Demographic breakdown

Readers by professional status Count As %
Researcher 18 14%
Student > Ph. D. Student 17 13%
Student > Bachelor 15 12%
Student > Master 10 8%
Professor 9 7%
Other 25 20%
Unknown 32 25%
Readers by discipline Count As %
Medicine and Dentistry 44 35%
Agricultural and Biological Sciences 11 9%
Biochemistry, Genetics and Molecular Biology 11 9%
Nursing and Health Professions 5 4%
Computer Science 4 3%
Other 16 13%
Unknown 35 28%
Attention Score in Context

Attention Score in Context

This research output has an Altmetric Attention Score of 10. This is our high-level measure of the quality and quantity of online attention that it has received.

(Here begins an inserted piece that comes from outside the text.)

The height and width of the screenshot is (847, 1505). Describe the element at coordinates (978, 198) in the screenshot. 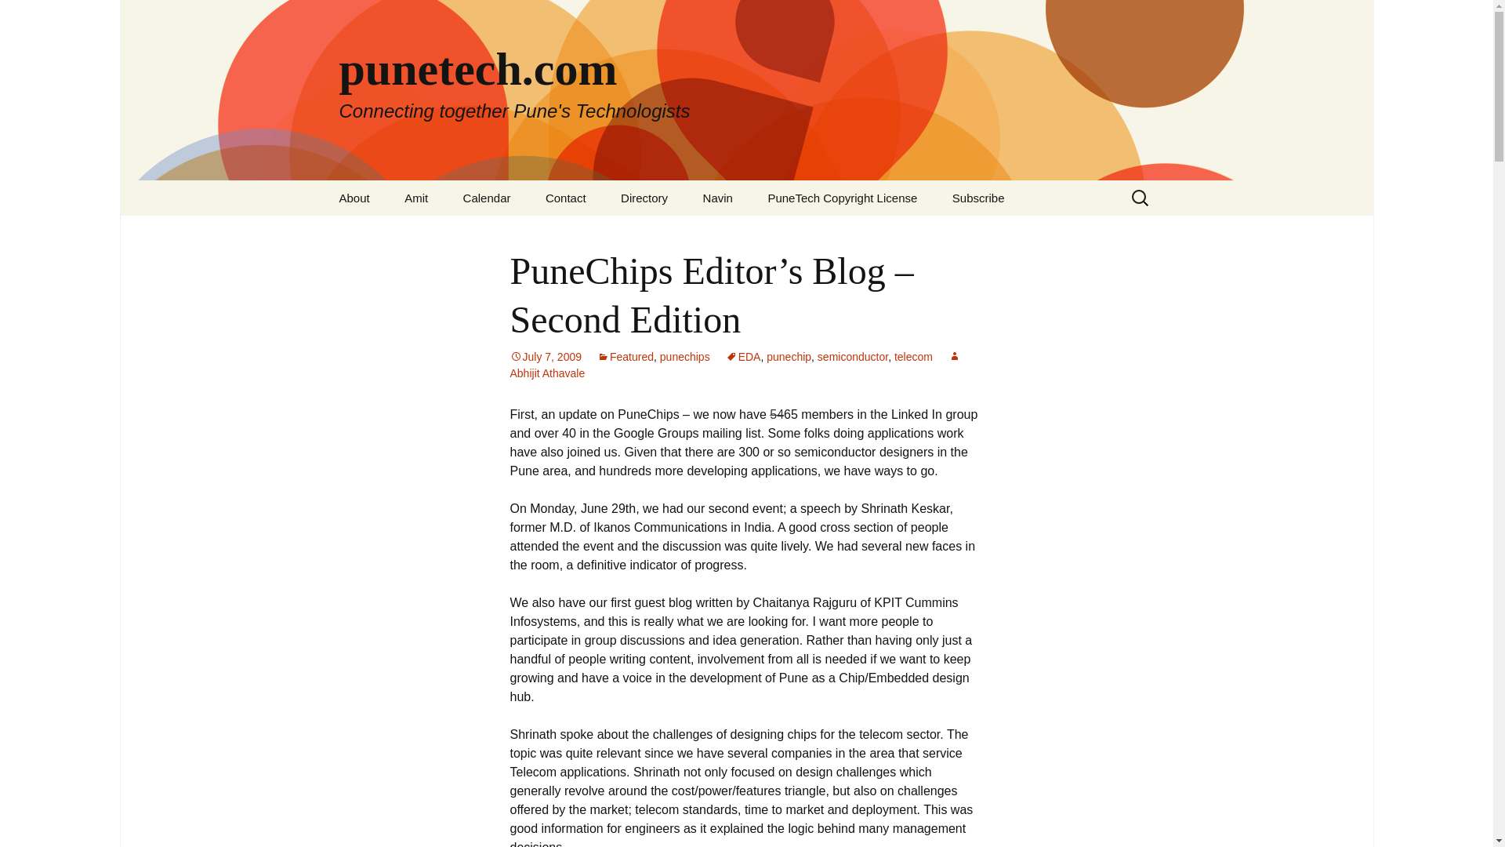

I see `Subscribe` at that location.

This Attention Score, as well as the ranking and number of research outputs shown below, was calculated when the research output was last mentioned on 29 May 2021.
All research outputs
#3,561,046
of 25,373,627 outputs
Outputs from The Lancet Diabetes & Endocrinology
#1,293
of 2,140 outputs
Outputs of similar age
#58,426
of 400,135 outputs
Outputs of similar age from The Lancet Diabetes & Endocrinology
#31
of 57 outputs
Altmetric has tracked 25,373,627 research outputs across all sources so far. Compared to these this one has done well and is in the 85th percentile: it's in the top 25% of all research outputs ever tracked by Altmetric.

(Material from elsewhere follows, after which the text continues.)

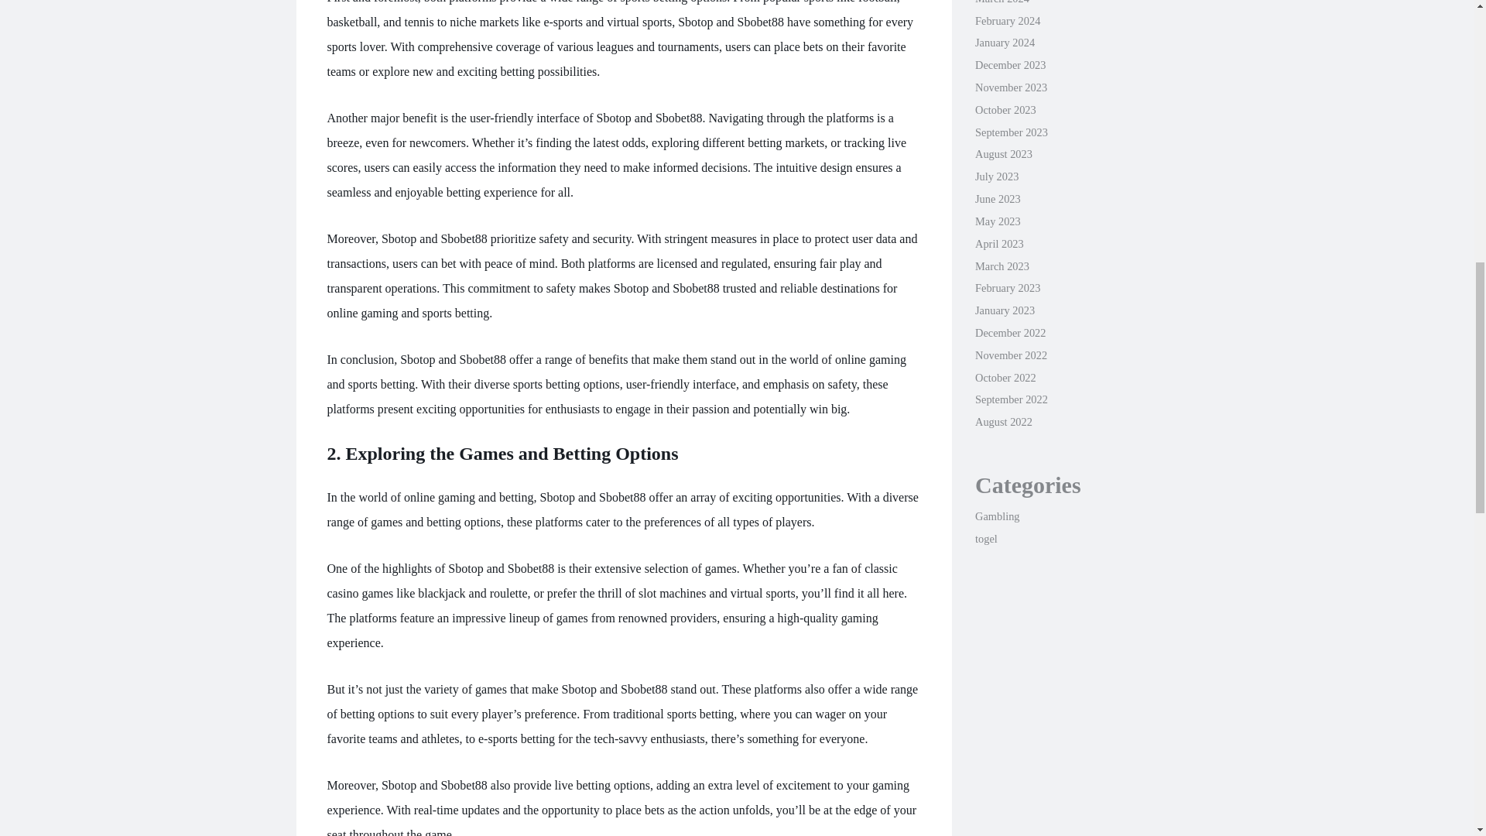 Image resolution: width=1486 pixels, height=836 pixels. I want to click on November 2022, so click(1011, 354).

So far Altmetric has tracked 2,140 research outputs from this source. They typically receive a lot more attention than average, with a mean Attention Score of 76.3. This one is in the 39th percentile – i.e., 39% of its peers scored the same or lower than it.
Older research outputs will score higher simply because they've had more time to accumulate mentions. To account for age we can compare this Altmetric Attention Score to the 400,135 tracked outputs that were published within six weeks on either side of this one in any source. This one has done well, scoring higher than 85% of its contemporaries.
We're also able to compare this research output to 57 others from the same source and published within six weeks on either side of this one. This one is in the 45th percentile – i.e., 45% of its contemporaries scored the same or lower than it.